In a sense, there is a tautology at work in current international approaches. Through covert and overt forms of military assistance all parties are employing strategies that underscore that war is the only potentially winning option. And then, precisely because of the effects of these strategies, both international and local actors either reject a diplomatic solution out of hand or at best pursue tactical forms of engagement that fall short of an inclusive process. Most troubling, external policies lead domestic factions to imagine that victory remains on the horizon when circumstances suggest otherwise.

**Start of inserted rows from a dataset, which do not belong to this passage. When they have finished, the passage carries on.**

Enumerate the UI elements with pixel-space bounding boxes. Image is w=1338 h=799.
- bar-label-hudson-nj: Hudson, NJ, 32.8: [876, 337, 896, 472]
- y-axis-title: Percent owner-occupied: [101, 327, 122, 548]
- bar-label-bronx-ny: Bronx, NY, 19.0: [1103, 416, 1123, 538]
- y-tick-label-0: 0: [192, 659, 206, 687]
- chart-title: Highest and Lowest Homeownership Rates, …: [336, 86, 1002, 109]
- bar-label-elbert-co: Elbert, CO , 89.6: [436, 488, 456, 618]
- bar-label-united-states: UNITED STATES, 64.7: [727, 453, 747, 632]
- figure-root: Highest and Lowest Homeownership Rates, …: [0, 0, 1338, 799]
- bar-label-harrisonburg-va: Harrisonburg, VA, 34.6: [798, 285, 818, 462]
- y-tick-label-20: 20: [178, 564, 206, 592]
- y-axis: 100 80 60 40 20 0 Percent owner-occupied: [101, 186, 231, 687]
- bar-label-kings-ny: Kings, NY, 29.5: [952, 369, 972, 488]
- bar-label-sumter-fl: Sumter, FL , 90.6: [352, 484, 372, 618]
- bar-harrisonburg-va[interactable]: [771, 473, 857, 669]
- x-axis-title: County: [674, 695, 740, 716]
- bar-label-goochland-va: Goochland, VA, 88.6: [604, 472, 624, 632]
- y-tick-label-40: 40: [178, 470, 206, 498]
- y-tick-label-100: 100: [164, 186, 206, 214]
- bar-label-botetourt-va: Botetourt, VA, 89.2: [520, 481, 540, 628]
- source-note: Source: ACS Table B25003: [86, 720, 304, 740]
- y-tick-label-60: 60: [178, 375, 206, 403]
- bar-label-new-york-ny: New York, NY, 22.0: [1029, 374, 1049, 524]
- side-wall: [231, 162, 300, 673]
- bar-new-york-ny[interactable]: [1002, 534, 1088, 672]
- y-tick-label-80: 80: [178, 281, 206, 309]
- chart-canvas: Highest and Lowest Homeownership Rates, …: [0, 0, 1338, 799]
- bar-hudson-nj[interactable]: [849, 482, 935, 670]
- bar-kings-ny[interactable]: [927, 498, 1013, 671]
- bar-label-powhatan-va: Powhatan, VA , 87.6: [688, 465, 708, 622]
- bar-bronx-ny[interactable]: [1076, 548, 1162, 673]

Indeed, as the violence continues to escalate, the real likelihood exists of ongoing bloody urban combat. The regime’s cohesiveness may fray, but regime elements will not simply disappear. Rather, the military and security apparatus may fragment into their own large militias, possibly retrenching around rump territory. With Damascus on the brink of destruction, a protracted military stalemate rather than a clean overthrow of the regime is a foreseeable medium-term scenario. But despite the absence of a clear means for ending the conflict militarily, pledges of armed support reinforce the illusion that complete victory–by reaching an internal “tipping point” –might be possible without any compromises or accommodations.
In resigning as special envoy to Syria, Kofi Annan drew attention to the urgent need for diplomacy, not clandestine intervention. Because this warning has gone unheeded, Annan’s replacement, Lakhdar Brahimi, has yet to find any other way out of a lengthy civil war of devastating proportions, both for the Syrian people and for the Middle East as a whole. If the international community is interested in protecting the civilian population the benefits of a negotiated transition are clear. Diplomatic engagement may not have the allure of humanitarian rescue or serve the strategic goal of flipping regional alliances. But it is far more likely than any of the current options on the table to actually safeguard ordinary Syrians and to the political space that might facilitate a locally-directed outcome.